For the \(p_T\) smeared test, we observe that the mass of the output distribution of each AD model is shifted to the right, meaning that the new sample is deemed more anomalous than the original Pythia sample. More interestingly, we observe a considerable change in shape of the output distribution for the AE, suggesting that this method is specially sensitive to mismodelling of the \(p_T\). On the other hand, the Deep SVDD seems more robust to this smear, although it pushes some background to the region where one would expect signal. Finally, we notice that the shallow methods, being simpler, are clearly more robust against \(p_T\) smearing. In addition, we derived the expected upper limits with the smeared \(p_T\) using the AD models trained on the original sample. We observed that the shallow methods produced values of \(\mu \) compatible with those presented in Table 3 within the statistical uncertainty, while the results for deeper models got worse. The central values for \(\mu \) for the Deep SVDD increased on average 2 to 3 times, while still maintaining exclusion power. For the AE, however, the limits worsen by two orders of magnitude, as one would expect from Fig. 8.
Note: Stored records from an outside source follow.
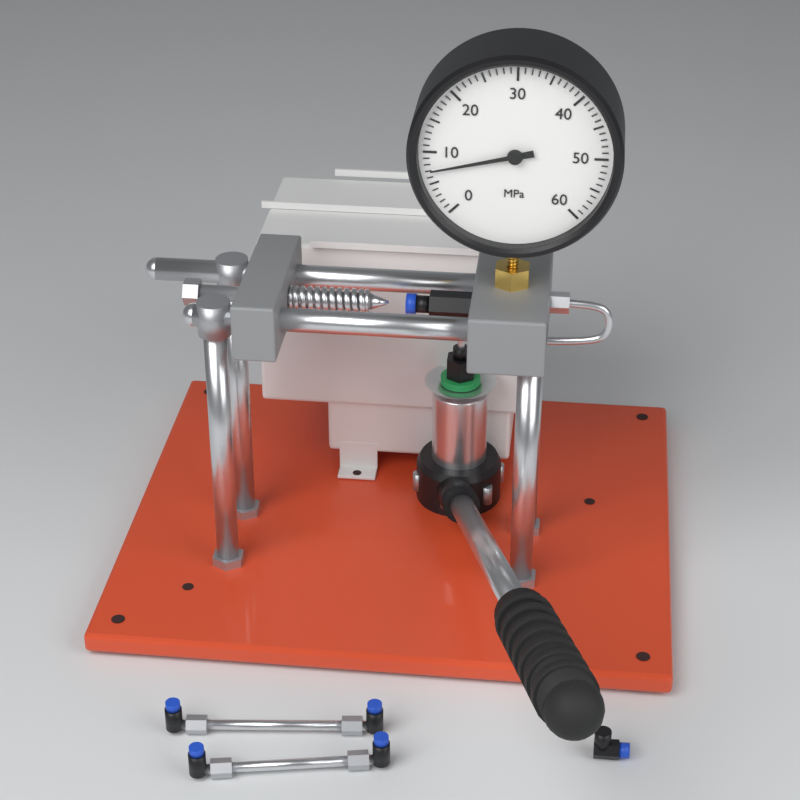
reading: 7 MPa
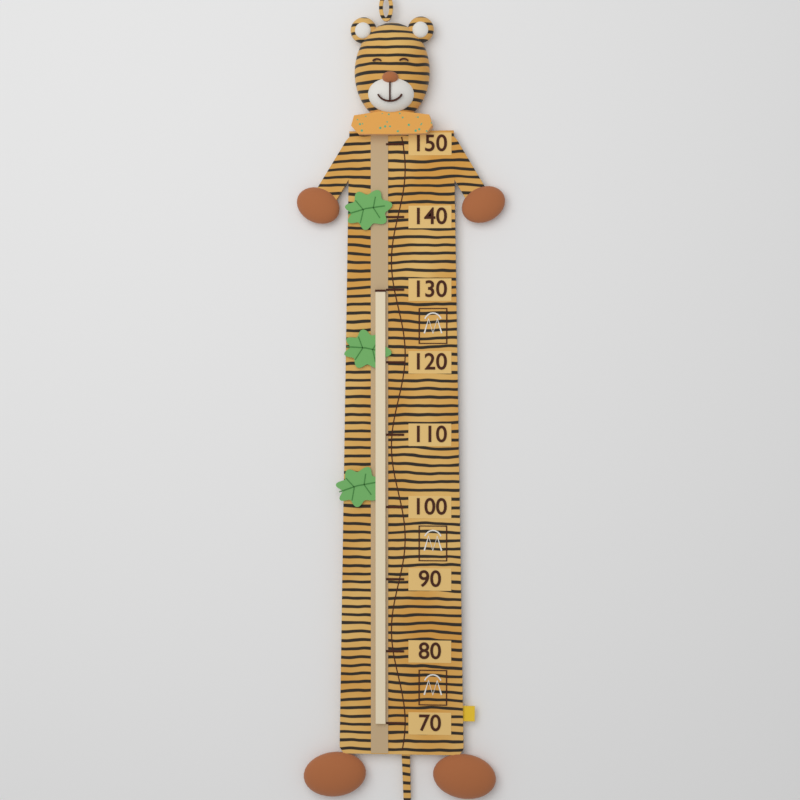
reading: 130 (no unit)
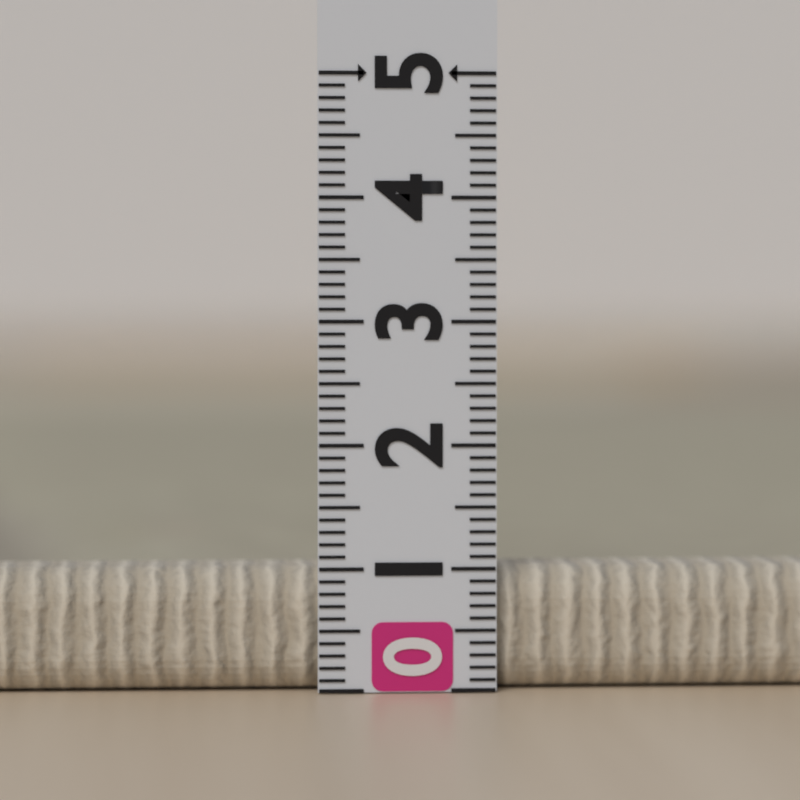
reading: 1.0 (no unit)
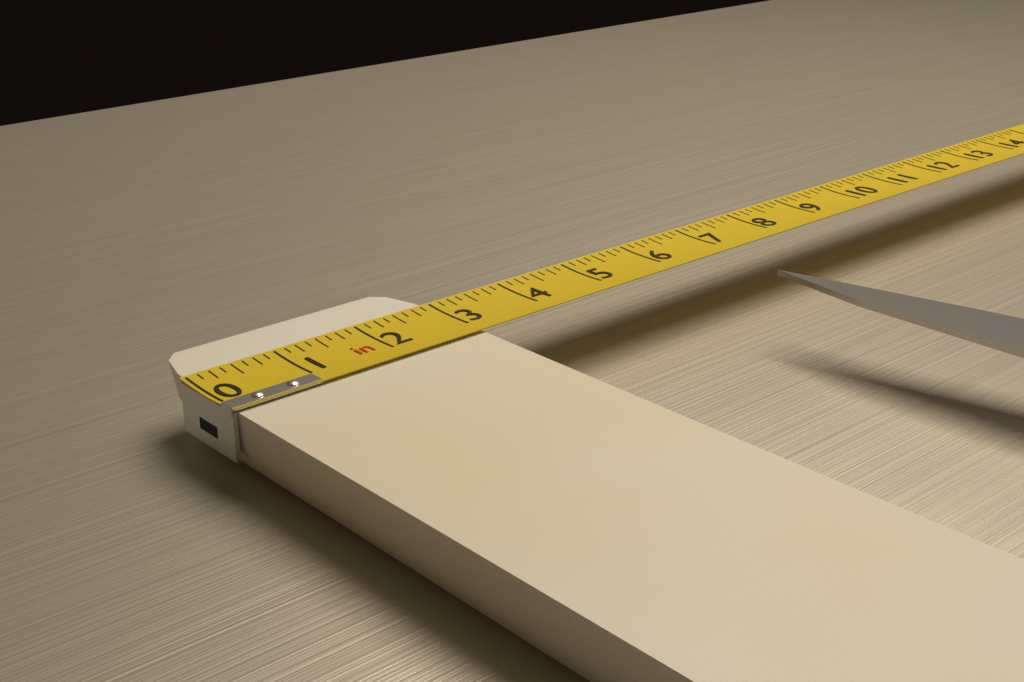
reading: 3.000 in
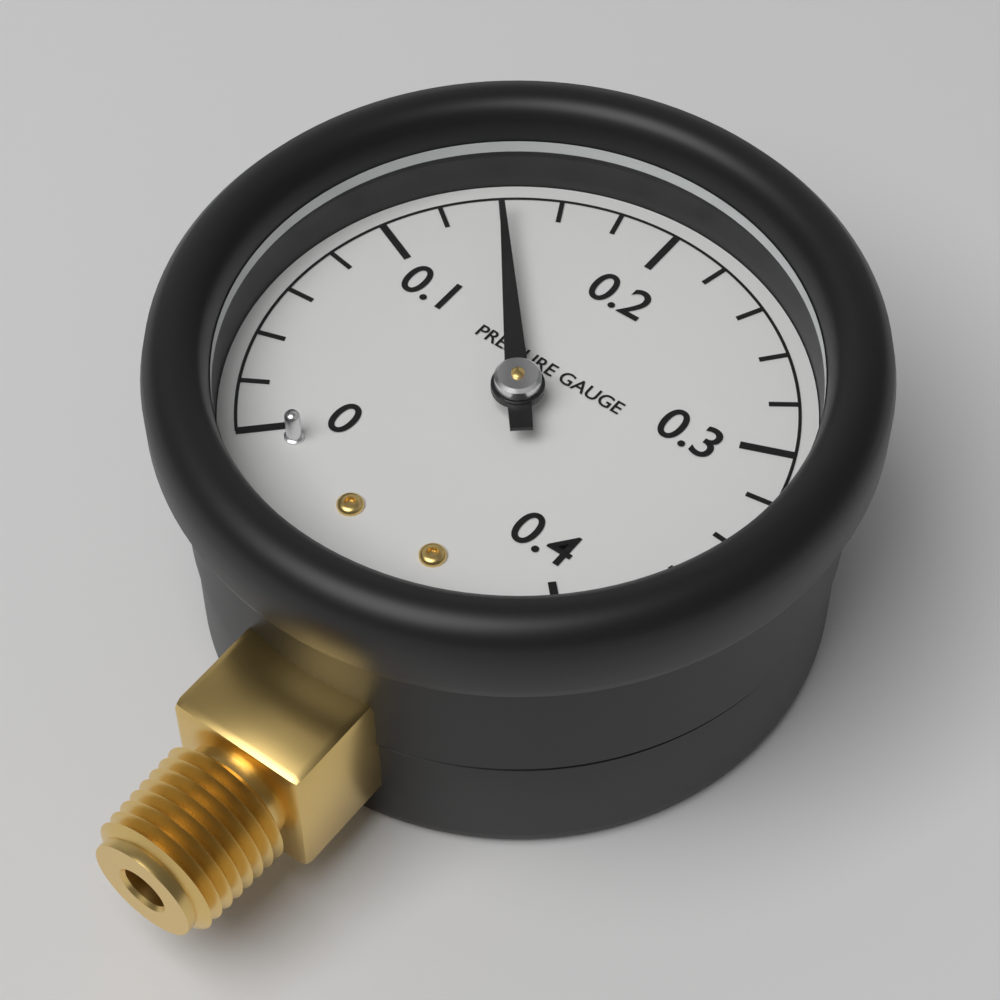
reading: 0.14 (no unit)
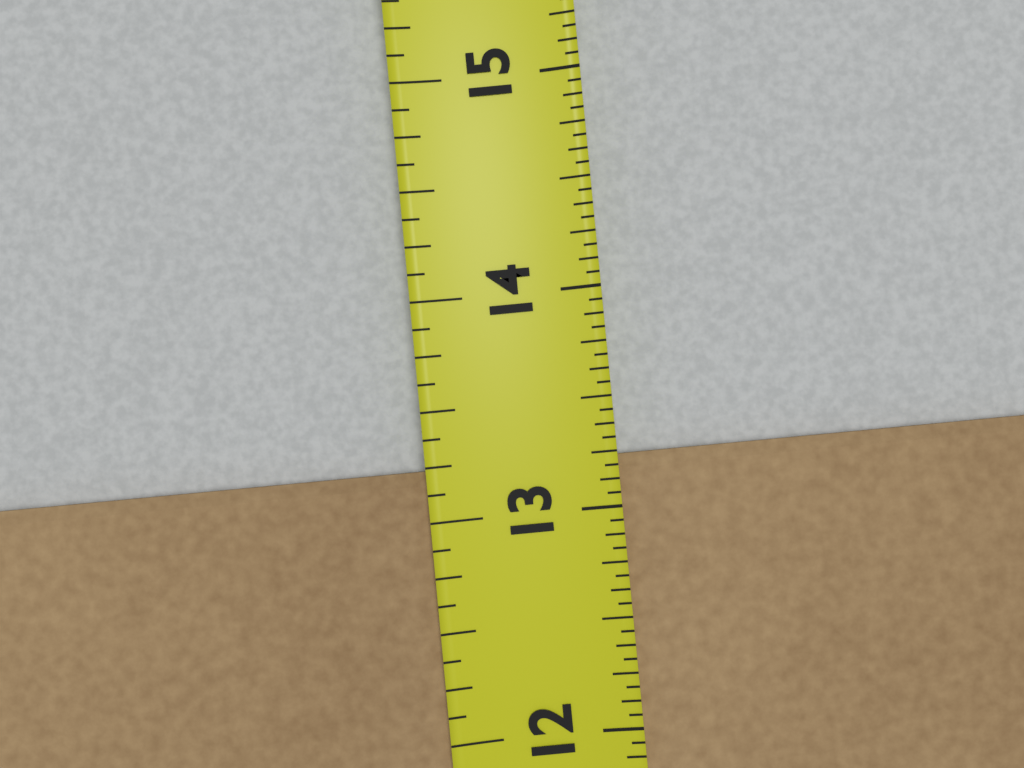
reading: 13.2500 in
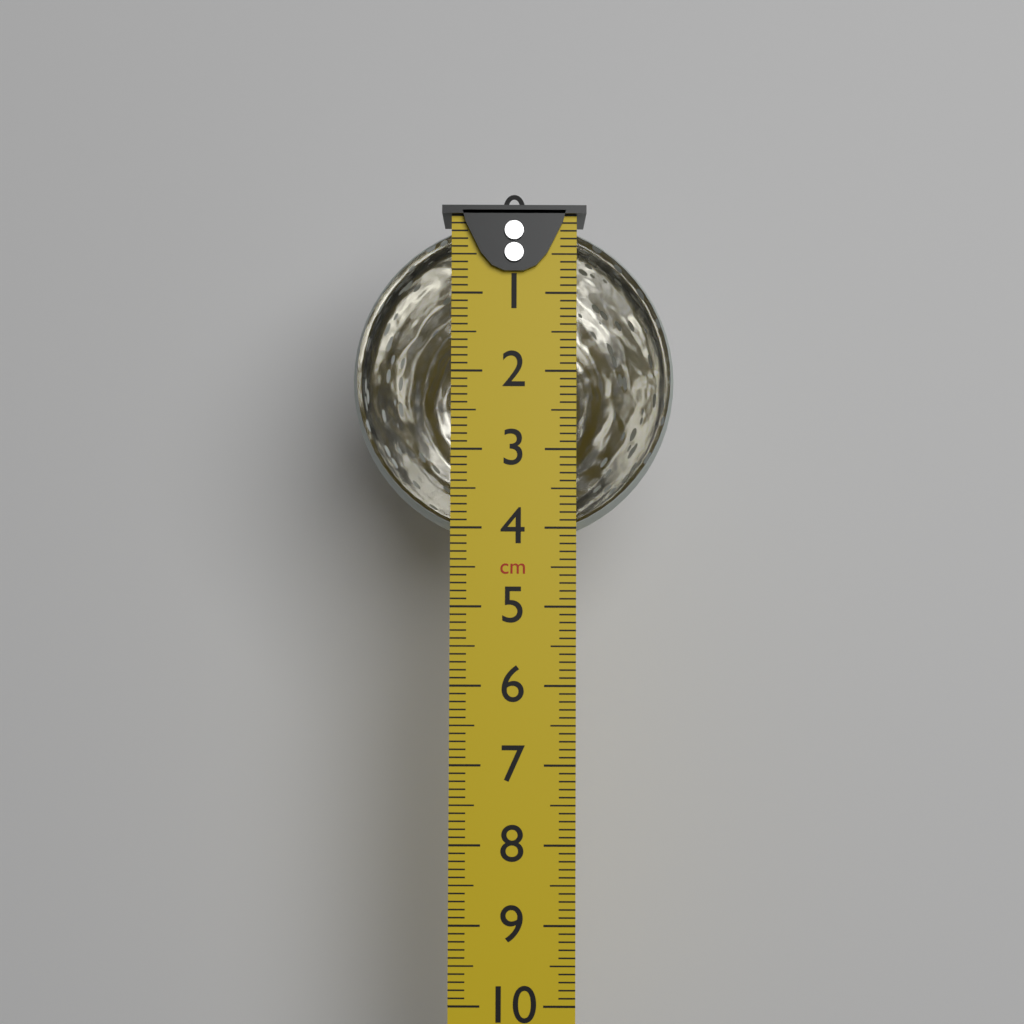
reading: 4.2 cm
For the Herwig sample we notice, once again, that the output distributions for the shallow methods are considerably less modified, while they differ from the expected Pythia output distributions for the deep methods. For the deep methods we observe different effects. While for the Deep SVDD the distribution moves to the right, for the AE it seems to move to the left. As before, we produced expected upper limits using the Herwig samples and compared them to the ones obtained using the original Pythia sample in Table 3. Just like with the \(p_T\) smeared case, the shallow methods proved to be the more robust with \(\mu \) values compatible with the ones derived with the Pythia sample. For the deep methods, the Deep SVDD produced limits around twice as large as for the Pythia sample, but still with smaller degradation than those obtained with the \(p_T\) smeared case. For the AE we observed a degradation as severe as with the \(p_T\) smeared case, with the limits worsening by two orders of magnitude.

These two tests suggest that the methods presented in this work can be sensitive to mismodelling, and point to the need for a thorough study of the impact of systematic uncertainties and how to mitigate the effect of such uncertainties on the sensitivity to new phenomena beyond the Standard Model. Such comprehensive study is outside the scope of the presented work.

7 Conclusions

In this work, we studied four distinct unsupervised AD algorithms, two shallow and two deep, which were trained on simulated SM events. The resulting trained models provided us with an anomaly score that was then used to perform upper bounds on seven benchmark signals covering three classes of new physics: FCNC interaction, SM gluon VLQ production, and heavy gluon VLQ production. Even though all algorithms eventually targeted events at the tails of the original SM distributions, they capture different events and are therefore learning different notions of outlyingness. This was clearly observed on how the Deep SVDD and the AE performed between VLQ and FCNC signals. Upper limits on the signal strength were obtained by fitting the output distributions of each AD model using the \(CL_s\) method. We showed that the deep models outperform the shallow ones, and each deep model performed differently depending on the broader class of signals being tested. This result suggests that different AD algorithms are suitable to isolate different types of BSM physics and are complementary to each other in unsupervised generic searches for new physics.